Thomas characterized this reasoning as a rejection of “the idea—captured in our Declaration of Independence—that human dignity is innate and suggests instead that it comes from the government.” And he concluded:
Our Constitution—like the Declaration of Independence before it—was predicated on a simple truth: one’s liberty, not to mention one’s dignity, was something to be shielded from—not provided by—the state. Today’s decision [by the Court] casts that truth aside. In its haste to reach a desired result, the majority misapplies a clause focused on “due process” to afford substantive rights, disregards the most plausible understanding of the “liberty” protected by that clause, and distorts the principles on which this nation was founded. Its decision will have inestimable consequences for our Constitution and our society.
The Internet rewarded Thomas’s preference for classical liberalism over progressivism with a torrent of vitriol. Yet his conclusion, like Last’s, seems unavoidable. If Hobby Lobby demonstrated the ways in which government-as-provider limits the range of legitimate religious expression in the physical realm, Obergefell marks the beginning of government-as-provider’s limitation of religious expression in the spiritual realm. When government comes to occupy both realms, it will delegitimize anything that conflicts with government-approved morality. A fully progressive government empowered to provide for both the material and spiritual welfare of its citizens will thus go far beyond a conflict with the First Amendment’s free-exercise clause. In fact, if not in name, such a government will function as an established religion.

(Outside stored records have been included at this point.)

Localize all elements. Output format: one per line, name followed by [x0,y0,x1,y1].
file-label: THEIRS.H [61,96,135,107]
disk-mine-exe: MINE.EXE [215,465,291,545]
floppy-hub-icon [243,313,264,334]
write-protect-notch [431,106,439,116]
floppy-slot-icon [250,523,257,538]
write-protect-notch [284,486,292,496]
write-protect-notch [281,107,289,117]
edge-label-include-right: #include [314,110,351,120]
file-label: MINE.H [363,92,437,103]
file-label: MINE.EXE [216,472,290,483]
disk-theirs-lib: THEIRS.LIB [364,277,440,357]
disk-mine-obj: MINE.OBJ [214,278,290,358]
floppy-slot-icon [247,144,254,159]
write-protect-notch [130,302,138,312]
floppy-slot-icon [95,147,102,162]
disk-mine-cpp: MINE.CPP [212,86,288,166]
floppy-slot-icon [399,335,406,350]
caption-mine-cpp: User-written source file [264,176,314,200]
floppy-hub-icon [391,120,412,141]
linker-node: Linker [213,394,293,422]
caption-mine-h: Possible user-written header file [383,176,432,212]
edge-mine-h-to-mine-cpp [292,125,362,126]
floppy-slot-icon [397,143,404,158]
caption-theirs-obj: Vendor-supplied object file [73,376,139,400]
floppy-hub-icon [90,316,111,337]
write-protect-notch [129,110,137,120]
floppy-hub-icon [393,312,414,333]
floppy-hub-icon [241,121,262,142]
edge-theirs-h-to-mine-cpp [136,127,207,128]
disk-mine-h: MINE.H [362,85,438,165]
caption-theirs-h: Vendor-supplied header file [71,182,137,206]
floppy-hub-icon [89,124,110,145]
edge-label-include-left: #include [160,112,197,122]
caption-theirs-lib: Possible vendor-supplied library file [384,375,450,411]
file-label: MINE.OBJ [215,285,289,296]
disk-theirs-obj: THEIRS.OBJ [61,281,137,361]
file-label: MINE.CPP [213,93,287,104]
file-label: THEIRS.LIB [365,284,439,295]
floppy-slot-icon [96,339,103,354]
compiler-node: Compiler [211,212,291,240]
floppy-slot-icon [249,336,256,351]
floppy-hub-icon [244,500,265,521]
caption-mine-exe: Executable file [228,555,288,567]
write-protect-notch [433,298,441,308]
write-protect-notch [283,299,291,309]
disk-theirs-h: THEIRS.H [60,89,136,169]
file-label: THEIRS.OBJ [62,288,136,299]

Classical liberalism provides the only known framework for a truly pluralistic society, —one that allows traditional and nontraditional communities to thrive simultaneously, limited only by the constraints that their own internal value systems place on them. America’s Jewish community has followed that path to success, as have numerous other minority, faith, and immigrant communities. The constitutional formula—no establishment plus free exercise—provides the best hope for such an outcome. The careful analytic tradeoff that RFRA embodies should guide the resolution of any tensions that arise when the needs of two communities conflict.

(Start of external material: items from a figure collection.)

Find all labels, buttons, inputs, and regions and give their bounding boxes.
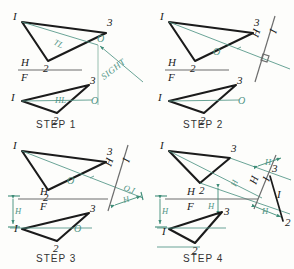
step3-top-vertex-1-label: I: [12, 139, 18, 151]
step2-front-point-o-label: O: [238, 95, 245, 106]
step4-aux-dim-mid-label: H: [228, 178, 240, 189]
step2-ref-upper-label: H: [167, 56, 177, 68]
step4-top-vertex-3-label: 3: [230, 142, 237, 154]
step2-new-ref-lower-label: I: [266, 26, 279, 35]
step2-top-vertex-2-label: 2: [190, 62, 196, 74]
step3-aux-dim-tick: [141, 192, 143, 200]
step1-caption: STEP 1: [36, 119, 76, 130]
step4-group: H I H H H H F H H I 2 3 I: [155, 139, 291, 264]
step1-true-length-label: TL: [52, 37, 65, 50]
step1-front-point-o-label: O: [91, 95, 98, 106]
step1-horizontal-line-label: HL: [54, 95, 66, 105]
step2-group: H I H F I 2 3 O I 2 3 O STEP 2: [157, 10, 290, 130]
step2-top-vertex-3-label: 3: [253, 16, 260, 28]
step2-front-horizontal-line: [169, 100, 239, 101]
step3-top-view-triangle: [22, 151, 106, 190]
step2-top-vertex-1-label: I: [159, 10, 165, 22]
step4-edge-vertex-3-label: 3: [271, 162, 278, 174]
step3-aux-dimension-label: H: [121, 193, 132, 205]
step1-top-vertex-2-label: 2: [43, 62, 49, 74]
step4-edge-vertex-2-label: 2: [285, 216, 291, 228]
step4-ref-lower-label: F: [186, 200, 194, 212]
step1-front-vertex-1-label: I: [10, 91, 16, 103]
step2-front-vertex-1-label: I: [157, 91, 163, 103]
step3-caption: STEP 3: [36, 253, 76, 264]
step3-group: H I O,I H H F H I 2 3 O I 2 3 O STEP 3: [8, 139, 143, 264]
step3-top-point-o-label: O: [67, 175, 74, 186]
step2-caption: STEP 2: [183, 119, 223, 130]
step1-group: SIGHT H F I 2 3 O TL I 2 3 O HL STEP 1: [10, 10, 143, 130]
step2-top-point-o-label: O: [213, 46, 220, 57]
step3-point-o-marker: [90, 176, 94, 178]
step3-front-point-o-label: O: [74, 223, 81, 234]
step2-perpendicular-mark: [261, 54, 269, 62]
step4-caption: STEP 4: [183, 253, 223, 264]
step4-projector-1: [169, 151, 262, 198]
step1-ref-upper-label: H: [20, 56, 30, 68]
step4-aux-dim-2-line: [256, 207, 281, 217]
step4-front-view-triangle: [169, 212, 222, 243]
step4-edge-vertex-1-label: I: [276, 188, 282, 200]
step3-new-ref-lower-label: I: [119, 155, 132, 164]
step3-front-vertex-3-label: 3: [89, 202, 96, 214]
step1-top-vertex-1-label: I: [12, 10, 18, 22]
step4-front-dim-1-label: H: [161, 206, 169, 216]
step4-ref-upper-label: H: [186, 185, 196, 197]
step1-top-vertex-3-label: 3: [106, 16, 113, 28]
step4-aux-dim-3-label: H: [264, 157, 272, 167]
step1-ref-lower-label: F: [20, 71, 28, 83]
step2-point-o-marker: [237, 47, 241, 49]
step4-aux-dim-2-label: H: [261, 206, 269, 216]
step4-top-vertex-1-label: I: [159, 139, 165, 151]
step4-front-vertex-3-label: 3: [223, 205, 230, 217]
step3-top-vertex-2-label: 2: [43, 191, 49, 203]
step1-top-point-o-label: O: [97, 33, 104, 44]
step2-new-ref-upper-label: H: [248, 26, 263, 39]
descriptive-geometry-figure: SIGHT H F I 2 3 O TL I 2 3 O HL STEP 1: [0, 0, 294, 269]
step2-ref-lower-label: F: [167, 71, 175, 83]
step2-front-view-triangle: [169, 85, 236, 113]
step2-front-vertex-3-label: 3: [236, 74, 243, 86]
step1-front-vertex-3-label: 3: [89, 74, 96, 86]
step4-front-dim-2-label: H: [207, 201, 215, 211]
step2-top-view-triangle: [169, 22, 253, 61]
step3-front-dimension-label: H: [14, 206, 22, 216]
step3-new-ref-upper-label: H: [101, 155, 116, 168]
step3-top-vertex-3-label: 3: [106, 145, 113, 157]
step4-top-vertex-2-label: 2: [199, 184, 205, 196]
step4-new-ref-upper-label: H: [246, 173, 261, 187]
step1-sight-label: SIGHT: [99, 56, 128, 81]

Competing political philosophies have given rise to differing conceptions of rights—and of the proper role of government in securing those rights. Religious institutions and adherents, who must always choose between fitting into the space provided by government and going “off the grid,” have a clear and obvious role in the outcome of that competition. Practicing Christians, as both the country’s largest committed faith group and the one most directly in the anti-traditionalist crosshairs, will play a disproportionate role in guiding the forthcoming battles. To lead effectively, these Christians will have to assume an unfamiliar role: forging a coalition of minorities to champion the liberal ethos. Should they choose to rise to that challenge, the experience of America’s Jewish minority will indeed have much to teach them.